Begin at the line below that has "What do you". Stop after the line that has "Task: Click on the service-name: NZBGet", repeating each line exactly and leaving out the pictures.

= Beginning of Section =

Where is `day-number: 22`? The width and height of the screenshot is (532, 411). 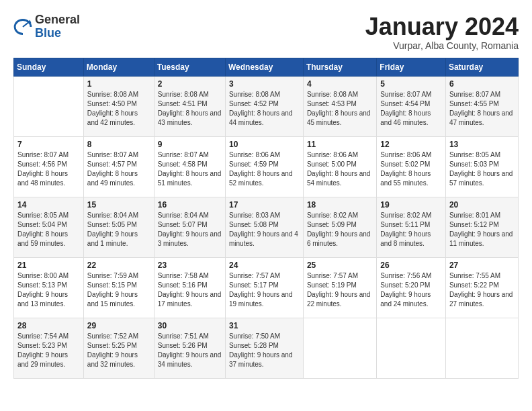 day-number: 22 is located at coordinates (119, 265).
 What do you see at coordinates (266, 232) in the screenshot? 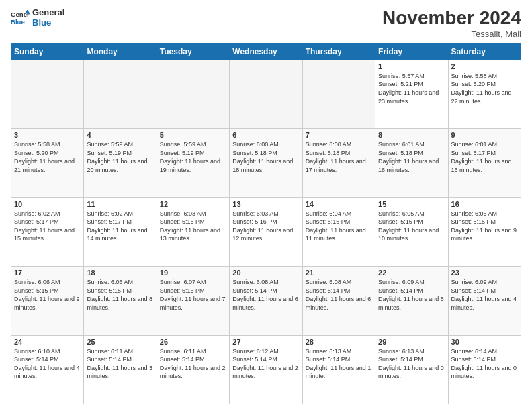
I see `calendar-cell: 13Sunrise: 6:03 AMSunset: 5:16 PMDayligh…` at bounding box center [266, 232].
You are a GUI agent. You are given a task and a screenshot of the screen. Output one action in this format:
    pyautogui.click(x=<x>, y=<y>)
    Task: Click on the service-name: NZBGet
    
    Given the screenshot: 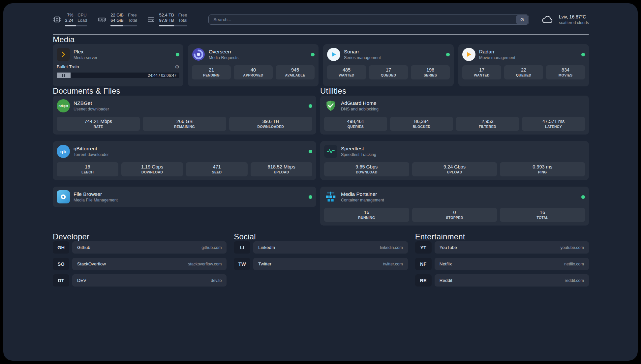 What is the action you would take?
    pyautogui.click(x=91, y=103)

= End of Section =

• Solved exercise:
 What do you see at coordinates (266, 232) in the screenshot? 
I see `calendar-cell: 13Sunrise: 6:03 AMSunset: 5:16 PMDayligh…` at bounding box center [266, 232].
You are a GUI agent. You are given a task and a screenshot of the screen. Output one action in this format:
    pyautogui.click(x=<x>, y=<y>)
    Task: Click on the service-name: NZBGet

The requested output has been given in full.